WHAT YOU WILL DO:
Starting at the first line of the listing below, repeat each line exactly until you have repeated the one containing "Task: Click on the global-search-input"; skip the pictures.

╭──

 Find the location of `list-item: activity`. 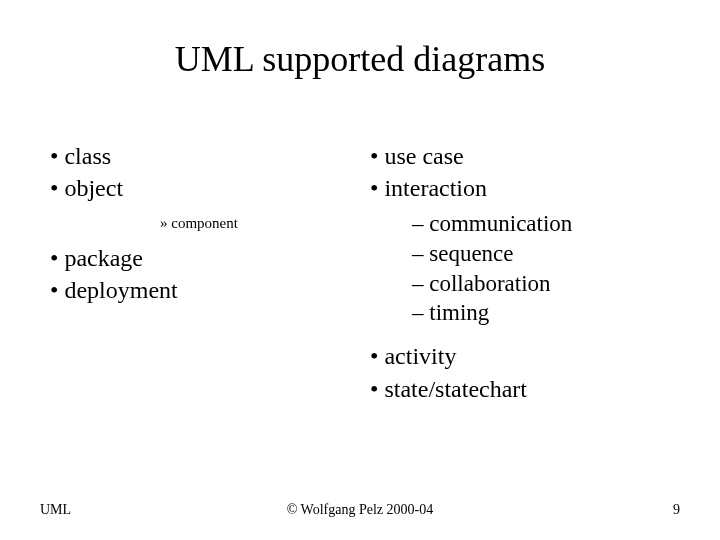

list-item: activity is located at coordinates (520, 356).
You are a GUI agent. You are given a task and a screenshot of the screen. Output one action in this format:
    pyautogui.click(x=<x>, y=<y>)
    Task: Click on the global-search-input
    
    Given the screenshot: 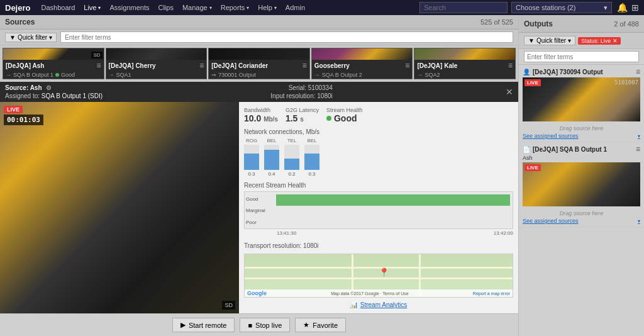 What is the action you would take?
    pyautogui.click(x=464, y=8)
    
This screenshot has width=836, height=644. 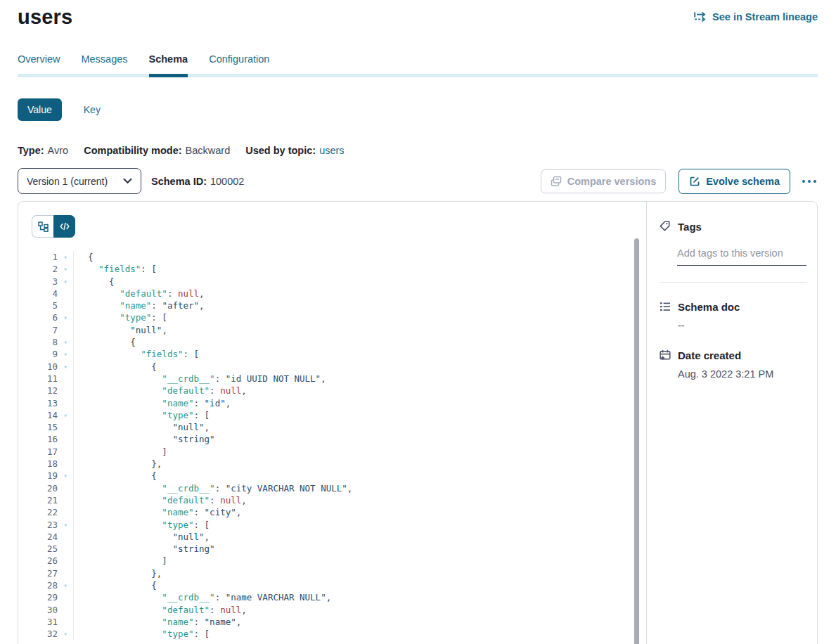 I want to click on type-field: Type:Avro, so click(x=43, y=150).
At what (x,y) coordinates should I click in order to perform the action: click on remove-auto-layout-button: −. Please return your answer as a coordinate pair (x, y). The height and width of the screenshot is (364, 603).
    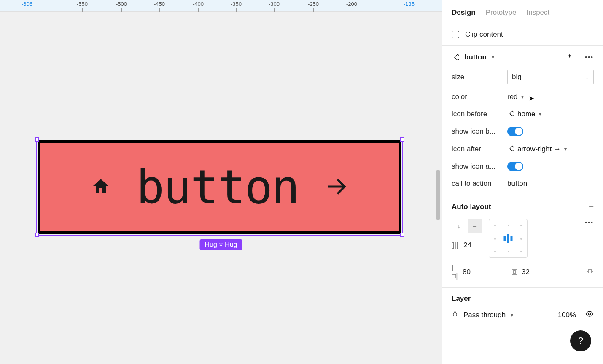
    Looking at the image, I should click on (591, 206).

╰──

ANSWER FOR THE TASK:
 Find the location of `list-item: activity`. 

list-item: activity is located at coordinates (520, 356).
You are a GUI agent. You are given a task and a screenshot of the screen. Output one action in this format:
    pyautogui.click(x=<x>, y=<y>)
    Task: Click on the global-search-input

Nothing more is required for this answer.